Close-up of a faded ancient text.

Program Overview

Classics

Explore the dynamic world of the Ancient Mediterranean.

Ancient Ideas, Modern Perspectives

From early pre-history to Late Antiquity, the study of classics explores the cultures of ancient Greece and Rome in the context of the wider Mediterranean basin, an area of religious, ethnic, linguistic, and cultural diversity. In our courses, we seek to understand the complexities of ancient texts, artifacts, and art, using these resources as a mirror to think more deeply about ourselves and the modern institutions they helped to form.

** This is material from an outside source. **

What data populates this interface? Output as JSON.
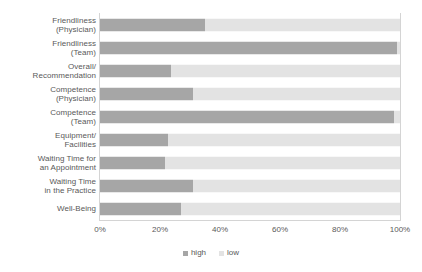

An Intellectual Community of Colleagues and Friends

The Department of Classics at Oberlin is a community of world-class scholars and students who delight in learning about the Ancient world. We host evening lectures and translation marathons. We sponsor winter term trips to the Parthenon and summer archaeological fieldwork. By learning about the dynamic origins of Western societies while closely studying ancient sources, both texts and objects, our graduates pursue careers in law, library science, museum work, education, and beyond.

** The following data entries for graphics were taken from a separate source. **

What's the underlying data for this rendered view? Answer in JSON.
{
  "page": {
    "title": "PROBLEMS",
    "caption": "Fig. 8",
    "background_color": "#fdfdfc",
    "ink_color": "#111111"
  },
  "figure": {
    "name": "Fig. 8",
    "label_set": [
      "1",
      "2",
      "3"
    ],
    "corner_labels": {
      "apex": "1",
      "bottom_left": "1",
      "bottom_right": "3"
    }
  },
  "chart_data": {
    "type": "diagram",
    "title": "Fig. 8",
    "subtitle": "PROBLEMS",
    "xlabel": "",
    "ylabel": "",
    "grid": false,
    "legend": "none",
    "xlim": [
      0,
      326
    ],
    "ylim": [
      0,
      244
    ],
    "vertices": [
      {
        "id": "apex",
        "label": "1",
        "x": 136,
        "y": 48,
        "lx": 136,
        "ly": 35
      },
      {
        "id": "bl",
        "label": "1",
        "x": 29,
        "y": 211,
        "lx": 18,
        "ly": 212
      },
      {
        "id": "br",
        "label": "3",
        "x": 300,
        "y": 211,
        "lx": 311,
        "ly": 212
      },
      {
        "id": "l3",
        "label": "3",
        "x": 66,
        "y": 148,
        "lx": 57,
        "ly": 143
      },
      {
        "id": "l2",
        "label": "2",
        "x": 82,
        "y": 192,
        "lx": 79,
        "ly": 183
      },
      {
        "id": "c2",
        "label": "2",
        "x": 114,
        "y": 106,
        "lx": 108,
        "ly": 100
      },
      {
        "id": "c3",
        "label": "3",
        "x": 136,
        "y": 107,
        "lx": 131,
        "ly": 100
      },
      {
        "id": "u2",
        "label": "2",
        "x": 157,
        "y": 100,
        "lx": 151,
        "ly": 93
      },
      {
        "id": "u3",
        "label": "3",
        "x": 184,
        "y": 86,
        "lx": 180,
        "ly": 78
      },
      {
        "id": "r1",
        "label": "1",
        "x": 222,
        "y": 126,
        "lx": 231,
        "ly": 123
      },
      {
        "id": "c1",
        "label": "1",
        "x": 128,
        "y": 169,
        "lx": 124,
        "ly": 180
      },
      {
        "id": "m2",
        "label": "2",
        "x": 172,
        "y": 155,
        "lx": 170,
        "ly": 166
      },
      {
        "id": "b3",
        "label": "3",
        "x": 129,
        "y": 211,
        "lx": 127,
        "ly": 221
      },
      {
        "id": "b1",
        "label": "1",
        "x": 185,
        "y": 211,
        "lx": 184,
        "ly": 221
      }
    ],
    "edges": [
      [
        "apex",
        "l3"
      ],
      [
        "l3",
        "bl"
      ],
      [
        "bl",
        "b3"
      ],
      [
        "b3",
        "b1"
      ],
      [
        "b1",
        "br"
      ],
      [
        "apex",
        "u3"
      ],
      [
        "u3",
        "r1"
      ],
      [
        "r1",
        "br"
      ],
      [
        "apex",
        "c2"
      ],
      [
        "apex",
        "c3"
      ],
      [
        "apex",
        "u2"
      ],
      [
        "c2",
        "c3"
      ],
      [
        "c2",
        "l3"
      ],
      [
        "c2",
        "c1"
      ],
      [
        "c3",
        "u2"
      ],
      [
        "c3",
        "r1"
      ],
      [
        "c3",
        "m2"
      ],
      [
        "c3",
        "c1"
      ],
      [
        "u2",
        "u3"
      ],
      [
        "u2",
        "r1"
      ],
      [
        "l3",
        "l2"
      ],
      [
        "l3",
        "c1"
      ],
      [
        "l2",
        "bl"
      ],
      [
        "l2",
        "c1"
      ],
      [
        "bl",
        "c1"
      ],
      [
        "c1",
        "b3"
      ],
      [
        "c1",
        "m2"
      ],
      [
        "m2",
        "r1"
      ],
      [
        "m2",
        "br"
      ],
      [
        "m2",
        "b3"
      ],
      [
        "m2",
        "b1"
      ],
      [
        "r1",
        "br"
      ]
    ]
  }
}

More than 11,000 buildings discovered in Egypt as part of the Karanis Housing Project

Meet the Oberlin team behind the project

Ancient Art at the Allen

The Allen Museum includes a wide-ranging collection of ancient works from Egypt, Cyprus, Greece, and Rome, as well as objects from Hittite, Sumerian, Persian, and Etruscan cultures.

A close up of an ancient sculpture.
8 hours and 59 minutes How long it took over twenty students to recite Homer’s Odyssey as part of the 29th Annual Bardic Reading

Undergraduate Research

Elliot Diaz

I really enjoy the interdisciplinary nature of my research. It’s exhilarating to take pieces of evidence from seminal works across different fields to craft something new.

Featured Courses

CLAS 201

Magic & Mystery

Long before Harry Potter, Greeks and Romans brewed potions, cursed their enemies using lead sheets, and protected themselves with amulets made of gems, gold, or even wolf teeth. This course explores ancient belief in the unseen world, delving into witches and ghosts, magical spells and objects, and the esoteric traditions of the ancient Mediterranean.

Taught by
Andrew (Drew) Wilburn

CLAS 219

Ancient Greek and Roman Sexuality

This course takes place at the intersection of ancient Mediterranean culture and modern Queer Theory.  We study a range of ancient texts and images that represent sex, sexual desire, and gender presentation, and we compare them to contemporary ideas of sexual identity, sexual orientation, and gender identity.

Taught by
Kirk Ormand

CLAS 209

The Ancient and Modern Novel

In this course we compare five modern novels to five of their ancient Greek and Latin predecessors. The course studies literary theories of the novel as a genre, including the novelistic body, novelistic time and space, and novelistic language.

Taught by
Benjamin (Ben) Lee

CLAS 308

Ancient Science

Learn the science behind the world views of the Greeks and Romans. What did they think of fossils? Earthquakes? Comets? This class surveys ancient scientific texts and ideas and allows students to engage with the material in an active manner (past students have made their own aqueducts and musical instruments).

Taught by
Chris Trinacty

Student Profiles

Athenian Women

Lexi Trikoulis ’20, a Classics and Creative Writing double major, received a Mellon Mays Undergraduate Research Fellowship for her project on women and magic in Classical Athens.

Lexi Trikoulis

Classicist and Athlete

JT Godfrey ’20 talks with Professor Chris Trinacty about life in the Classics Department and his work on Julius Caesar.

JT Godfrey

What does Classics at Oberlin look like?

Professor Wilburn speaking with students.

Professor Drew Wilburn leads discussion in Terrell Main Library Special Collections with students in his Roman Egypt seminar, where students explore the art, culture, and daily life of individuals in Roman-controlled Egypt.

Photo credit: Matthew Lester

Students work on a group exercise at the blackboard.

Winter Term Latin students learn about Cicero’s consulship and diagram sentences from his Catilinarians.

Photo credit: Mike Crupi

A student holds an open book while pointing something out on the blackboard.

Classics major Luciana Parr ’19 works through the intricacies of a Greek sentence.

Next Steps

Get in touch; we would love to chat.


Oberlin's Memorial Arch on a fall day.